Smith Faculty Opinion Article December 22, 2005

Personal Income Up $29.8 Billion in November:
Savings Negative Six Months in a Row

By Dr. Peter Morici, Professor of International Business


Today, the Commerce Department reported in November personal income increased $29.8 billion or 0.3 percent, disposable personal income increased $25.1 billion or 0.3 percent, and personal consumption expenditures increased $25.3 billion or 0.3 percent.

Most significantly, personal outlays exceeded disposable income by $19.1 billion or 0.2 percent. Personal savings have been negative for six straight months, households are critically stressed, and this should raise a caution flag for the Fed.

Consumer spending, which accounts for 70 percent of GDP, has been the primary driver behind the economic recovery, and six straight months of negative savings indicate policymakers cannot count on consumer spending to power growth in 2006. Business investment must pick up the slack.

Consumers have been able to increase spending more rapidly than their incomes by borrowing against the rapidly rising values of their homes and piling on credit card debt. However, the string appears to be running out.

Prices for existing homes will fall this winter, and credit card delinquencies are nearing 5 percent. Auto sales have been weak and holiday retail sales are up only modestly over 2004. Consumers are strapped and exhibiting clear signs of exhaustion.

Housing prices have moderated over the last six months and inventories of unsold houses have increased. The housing bubble may not have burst, yet, but the era of hyper appreciation is over. Households will no longer be able to use home equity loans to rapidly power ever greater levels of debt and spending.

The combination of falling housing values, consumer credit squeezed to near its limits and higher prices for fuels to commute to work and heat homes this winter are squeezing families.

Household liquidity is perilously thin and the Fed, by pushing up interest rates beyond the expected increase in January, would add unnecessarily to this pressure. Inflation poses little threat, and raising interest rates further serves no useful purpose.

The post Katrina run up in energy prices did not create much inflation in the rest of the economy, and gasoline prices and petroleum and natural gas futures did recede in October and November. Recent consumer and producer price reports indicate inflation is well under control.

Although the Fed is very likely to raise interest rates on January 31; however, it should not raise interest rates further.

The nonresidential construction, new home, auto, mortgage and consumer credit industries are potentially vulnerable to excessively high interest rates, and weakness in these sectors could derail the economic expansion.

For the economy to continue expanding at 3.5 percent a year or better, business investment will have to pick up the slack, and the Fed will have to engineer an interest rate environment that permits a cooling of the housing sector without overly stressing consumers heavily in debt and business plans for expansion. Nonresidential construction was the weak link in the business investment in the third quarter, and the Fed should seriously consider the implications of further credit tightening on that sector.

The prospects for weaker consumer and housing sectors and moderate inflation, coupled with the need to encourage business investment, indicate the Fed should end the cycle of interest rate increases soon.

If the Fed does not heed these warning signs of a slowing economy, it risks throwing the economy into a tailspin.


(REQUIREMENT)
Which lines of the records below contain the word "image"? Report each of them in full.

(DATASET RECORDS)
----

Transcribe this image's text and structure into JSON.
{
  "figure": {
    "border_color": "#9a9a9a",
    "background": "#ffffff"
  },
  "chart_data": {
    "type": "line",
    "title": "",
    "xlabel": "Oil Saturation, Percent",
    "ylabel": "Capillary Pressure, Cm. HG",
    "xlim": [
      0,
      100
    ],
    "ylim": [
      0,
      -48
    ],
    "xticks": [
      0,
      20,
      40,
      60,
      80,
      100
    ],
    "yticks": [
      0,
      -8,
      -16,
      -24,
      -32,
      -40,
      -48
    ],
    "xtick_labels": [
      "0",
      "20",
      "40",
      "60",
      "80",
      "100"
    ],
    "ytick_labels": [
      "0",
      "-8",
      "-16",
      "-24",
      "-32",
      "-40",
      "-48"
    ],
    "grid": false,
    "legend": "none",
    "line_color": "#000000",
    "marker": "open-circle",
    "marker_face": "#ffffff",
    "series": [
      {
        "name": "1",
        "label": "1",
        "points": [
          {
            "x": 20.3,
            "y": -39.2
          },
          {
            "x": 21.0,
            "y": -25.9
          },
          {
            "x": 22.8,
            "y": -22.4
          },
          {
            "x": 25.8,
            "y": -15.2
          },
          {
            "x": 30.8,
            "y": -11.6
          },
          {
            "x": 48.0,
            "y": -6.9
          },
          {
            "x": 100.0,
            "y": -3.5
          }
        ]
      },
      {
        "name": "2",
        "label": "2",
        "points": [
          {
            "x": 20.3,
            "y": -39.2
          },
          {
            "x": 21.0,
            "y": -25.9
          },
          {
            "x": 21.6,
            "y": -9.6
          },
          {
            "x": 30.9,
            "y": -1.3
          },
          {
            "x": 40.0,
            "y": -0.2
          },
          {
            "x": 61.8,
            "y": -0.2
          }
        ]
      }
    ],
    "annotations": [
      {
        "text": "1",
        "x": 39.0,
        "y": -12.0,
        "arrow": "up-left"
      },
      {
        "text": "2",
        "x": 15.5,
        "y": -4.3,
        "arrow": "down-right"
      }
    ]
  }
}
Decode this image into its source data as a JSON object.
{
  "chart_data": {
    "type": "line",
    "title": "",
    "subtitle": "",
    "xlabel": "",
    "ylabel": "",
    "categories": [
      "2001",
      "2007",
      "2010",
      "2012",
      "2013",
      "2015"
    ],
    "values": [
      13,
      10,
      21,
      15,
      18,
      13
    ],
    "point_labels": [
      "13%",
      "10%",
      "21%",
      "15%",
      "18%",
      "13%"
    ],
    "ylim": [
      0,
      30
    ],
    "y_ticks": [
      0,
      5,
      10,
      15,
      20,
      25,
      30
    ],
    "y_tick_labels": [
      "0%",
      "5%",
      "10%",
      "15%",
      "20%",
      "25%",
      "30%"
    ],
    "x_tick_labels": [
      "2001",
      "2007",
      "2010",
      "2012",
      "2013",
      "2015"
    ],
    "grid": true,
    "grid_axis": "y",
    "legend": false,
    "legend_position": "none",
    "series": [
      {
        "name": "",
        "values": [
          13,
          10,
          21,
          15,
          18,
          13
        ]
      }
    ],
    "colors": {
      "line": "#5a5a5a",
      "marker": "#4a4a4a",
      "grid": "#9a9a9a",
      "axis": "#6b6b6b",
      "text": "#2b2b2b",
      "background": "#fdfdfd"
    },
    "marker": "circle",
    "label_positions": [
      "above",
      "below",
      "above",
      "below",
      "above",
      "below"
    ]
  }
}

----

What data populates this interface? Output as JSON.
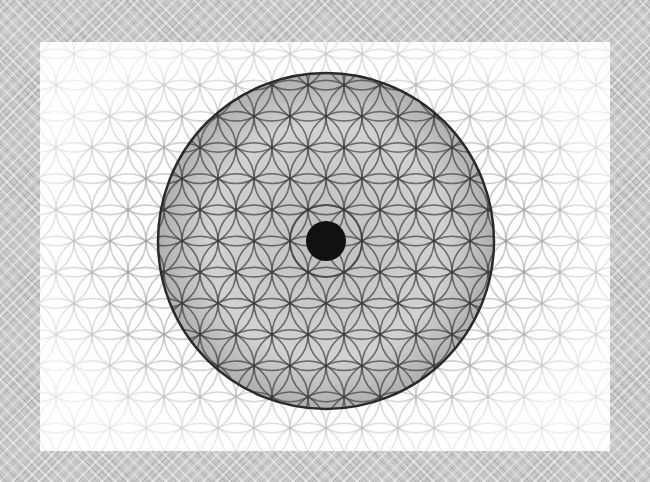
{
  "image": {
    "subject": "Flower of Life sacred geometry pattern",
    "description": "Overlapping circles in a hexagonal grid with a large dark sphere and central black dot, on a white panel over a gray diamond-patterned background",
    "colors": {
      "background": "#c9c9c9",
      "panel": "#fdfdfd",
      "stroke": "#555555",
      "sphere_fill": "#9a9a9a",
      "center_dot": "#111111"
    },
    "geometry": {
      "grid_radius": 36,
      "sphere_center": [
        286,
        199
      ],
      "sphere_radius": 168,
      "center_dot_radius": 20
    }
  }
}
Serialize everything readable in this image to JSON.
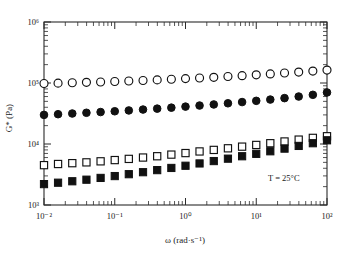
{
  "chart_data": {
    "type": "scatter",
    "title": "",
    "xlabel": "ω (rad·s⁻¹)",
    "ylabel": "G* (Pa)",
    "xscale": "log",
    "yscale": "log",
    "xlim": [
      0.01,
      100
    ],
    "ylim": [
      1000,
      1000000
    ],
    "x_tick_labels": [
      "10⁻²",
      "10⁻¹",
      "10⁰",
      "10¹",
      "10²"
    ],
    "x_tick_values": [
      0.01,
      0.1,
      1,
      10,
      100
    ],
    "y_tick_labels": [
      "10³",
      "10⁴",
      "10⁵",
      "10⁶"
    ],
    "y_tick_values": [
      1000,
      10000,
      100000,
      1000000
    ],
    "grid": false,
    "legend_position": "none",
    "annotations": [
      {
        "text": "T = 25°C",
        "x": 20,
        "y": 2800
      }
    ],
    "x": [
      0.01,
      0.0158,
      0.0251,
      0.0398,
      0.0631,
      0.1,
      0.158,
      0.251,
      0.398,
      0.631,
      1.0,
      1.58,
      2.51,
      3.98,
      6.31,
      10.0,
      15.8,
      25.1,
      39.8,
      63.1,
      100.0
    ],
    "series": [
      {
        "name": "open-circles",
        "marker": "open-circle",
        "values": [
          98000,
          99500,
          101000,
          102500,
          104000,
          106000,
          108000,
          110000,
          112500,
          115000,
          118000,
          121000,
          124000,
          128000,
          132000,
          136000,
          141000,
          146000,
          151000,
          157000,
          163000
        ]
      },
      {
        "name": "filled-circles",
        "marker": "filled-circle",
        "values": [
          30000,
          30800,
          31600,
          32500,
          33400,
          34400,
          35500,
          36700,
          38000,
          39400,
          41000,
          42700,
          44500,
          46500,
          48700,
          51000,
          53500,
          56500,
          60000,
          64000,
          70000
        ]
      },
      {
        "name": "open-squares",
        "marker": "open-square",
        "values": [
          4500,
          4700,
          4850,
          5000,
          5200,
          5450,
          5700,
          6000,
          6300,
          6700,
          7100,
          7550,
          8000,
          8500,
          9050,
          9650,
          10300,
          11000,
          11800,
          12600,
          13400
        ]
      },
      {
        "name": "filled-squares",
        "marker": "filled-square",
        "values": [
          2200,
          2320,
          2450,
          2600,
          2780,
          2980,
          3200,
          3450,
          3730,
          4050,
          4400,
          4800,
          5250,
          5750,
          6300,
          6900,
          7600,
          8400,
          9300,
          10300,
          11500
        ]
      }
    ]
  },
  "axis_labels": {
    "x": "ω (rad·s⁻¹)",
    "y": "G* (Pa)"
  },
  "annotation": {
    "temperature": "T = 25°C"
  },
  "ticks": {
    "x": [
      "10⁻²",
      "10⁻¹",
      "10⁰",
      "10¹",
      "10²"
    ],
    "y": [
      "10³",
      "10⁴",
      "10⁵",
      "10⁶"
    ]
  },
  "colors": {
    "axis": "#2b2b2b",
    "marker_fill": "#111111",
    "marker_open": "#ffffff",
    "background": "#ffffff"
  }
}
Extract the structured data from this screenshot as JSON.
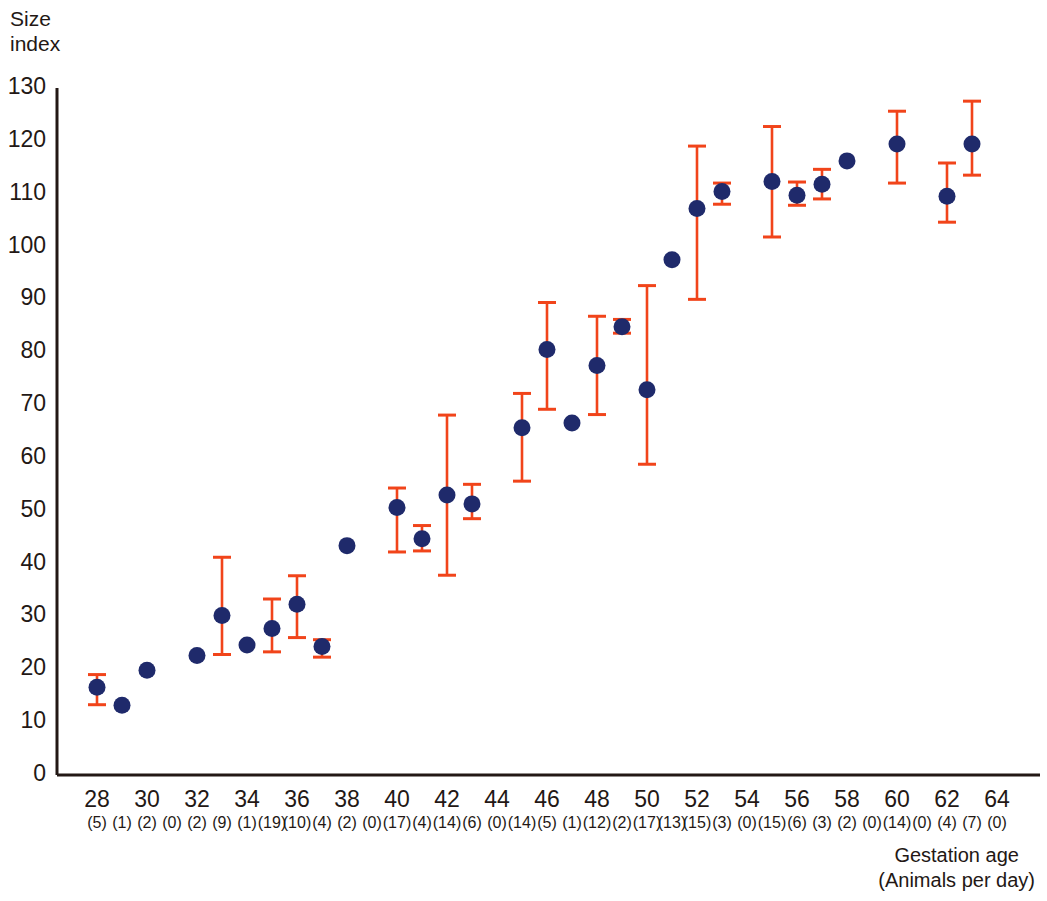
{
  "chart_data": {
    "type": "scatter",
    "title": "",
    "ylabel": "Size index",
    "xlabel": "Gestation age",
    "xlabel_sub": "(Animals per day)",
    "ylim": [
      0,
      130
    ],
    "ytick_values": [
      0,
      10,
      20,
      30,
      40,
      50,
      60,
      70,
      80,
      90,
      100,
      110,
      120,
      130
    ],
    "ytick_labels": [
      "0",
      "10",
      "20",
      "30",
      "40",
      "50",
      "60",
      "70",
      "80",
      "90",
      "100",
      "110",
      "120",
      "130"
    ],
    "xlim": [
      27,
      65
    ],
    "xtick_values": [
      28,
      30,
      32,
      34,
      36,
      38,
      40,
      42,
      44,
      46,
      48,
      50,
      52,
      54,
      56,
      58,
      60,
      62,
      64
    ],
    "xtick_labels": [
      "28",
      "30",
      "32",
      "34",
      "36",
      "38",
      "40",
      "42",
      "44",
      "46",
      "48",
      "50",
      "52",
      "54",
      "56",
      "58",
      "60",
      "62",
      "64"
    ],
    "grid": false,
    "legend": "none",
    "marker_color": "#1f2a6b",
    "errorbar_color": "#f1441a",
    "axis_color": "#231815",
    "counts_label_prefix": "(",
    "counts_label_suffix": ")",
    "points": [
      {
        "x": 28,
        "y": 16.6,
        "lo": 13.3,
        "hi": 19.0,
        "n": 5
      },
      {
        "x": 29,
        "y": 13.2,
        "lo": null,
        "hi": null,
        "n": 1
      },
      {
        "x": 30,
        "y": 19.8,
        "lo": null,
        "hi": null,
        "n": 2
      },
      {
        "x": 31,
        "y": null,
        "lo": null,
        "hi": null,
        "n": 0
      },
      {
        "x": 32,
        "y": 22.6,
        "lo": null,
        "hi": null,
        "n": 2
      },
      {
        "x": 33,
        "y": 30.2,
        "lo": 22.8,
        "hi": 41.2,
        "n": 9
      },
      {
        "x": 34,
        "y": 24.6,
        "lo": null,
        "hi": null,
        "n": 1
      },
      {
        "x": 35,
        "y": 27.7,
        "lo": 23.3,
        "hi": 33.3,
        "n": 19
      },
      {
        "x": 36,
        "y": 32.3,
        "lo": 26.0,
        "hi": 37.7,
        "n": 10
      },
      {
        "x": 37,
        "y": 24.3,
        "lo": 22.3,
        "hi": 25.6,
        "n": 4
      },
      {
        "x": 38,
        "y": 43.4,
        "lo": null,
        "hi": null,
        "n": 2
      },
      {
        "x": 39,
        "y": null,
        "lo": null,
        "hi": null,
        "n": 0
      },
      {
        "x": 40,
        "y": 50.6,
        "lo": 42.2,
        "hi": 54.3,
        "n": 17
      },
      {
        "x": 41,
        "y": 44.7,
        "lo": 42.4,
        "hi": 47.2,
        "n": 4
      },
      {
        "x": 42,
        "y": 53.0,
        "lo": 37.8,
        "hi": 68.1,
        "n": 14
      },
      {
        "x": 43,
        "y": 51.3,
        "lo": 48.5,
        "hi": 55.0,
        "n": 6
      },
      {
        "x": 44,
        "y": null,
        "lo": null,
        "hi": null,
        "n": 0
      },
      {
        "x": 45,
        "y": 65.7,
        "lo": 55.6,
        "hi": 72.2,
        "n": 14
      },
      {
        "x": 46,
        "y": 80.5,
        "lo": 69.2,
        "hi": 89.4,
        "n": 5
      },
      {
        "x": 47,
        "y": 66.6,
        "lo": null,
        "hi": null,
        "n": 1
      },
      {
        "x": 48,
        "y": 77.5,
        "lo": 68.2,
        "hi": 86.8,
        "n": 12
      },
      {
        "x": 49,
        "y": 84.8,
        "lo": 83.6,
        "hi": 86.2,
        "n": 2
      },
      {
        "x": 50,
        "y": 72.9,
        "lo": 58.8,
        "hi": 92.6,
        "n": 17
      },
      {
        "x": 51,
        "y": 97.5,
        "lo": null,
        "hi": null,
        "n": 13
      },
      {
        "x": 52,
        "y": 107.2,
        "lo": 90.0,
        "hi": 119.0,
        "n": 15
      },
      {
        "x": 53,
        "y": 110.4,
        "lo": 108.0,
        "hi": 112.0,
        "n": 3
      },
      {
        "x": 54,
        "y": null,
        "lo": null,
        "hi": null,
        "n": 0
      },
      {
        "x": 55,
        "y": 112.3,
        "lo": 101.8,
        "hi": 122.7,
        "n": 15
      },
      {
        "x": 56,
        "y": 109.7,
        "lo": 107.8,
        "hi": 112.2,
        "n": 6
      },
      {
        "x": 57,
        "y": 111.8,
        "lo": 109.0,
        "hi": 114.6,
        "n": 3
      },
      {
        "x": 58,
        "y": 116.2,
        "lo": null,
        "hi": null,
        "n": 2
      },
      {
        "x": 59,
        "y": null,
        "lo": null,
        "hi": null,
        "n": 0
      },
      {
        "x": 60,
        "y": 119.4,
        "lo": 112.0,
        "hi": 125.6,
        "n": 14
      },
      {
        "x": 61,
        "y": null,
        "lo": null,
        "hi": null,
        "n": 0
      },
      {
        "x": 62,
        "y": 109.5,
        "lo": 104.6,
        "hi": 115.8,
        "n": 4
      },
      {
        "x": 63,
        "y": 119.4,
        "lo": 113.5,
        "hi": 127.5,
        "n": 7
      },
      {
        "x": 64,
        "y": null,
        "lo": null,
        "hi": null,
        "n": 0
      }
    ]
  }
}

----

(SOLUTION)
Transcribe this image's text and structure into JSON.
Decode this image into its source data as a JSON object.
  "image": {
Serialize everything readable in this image to JSON.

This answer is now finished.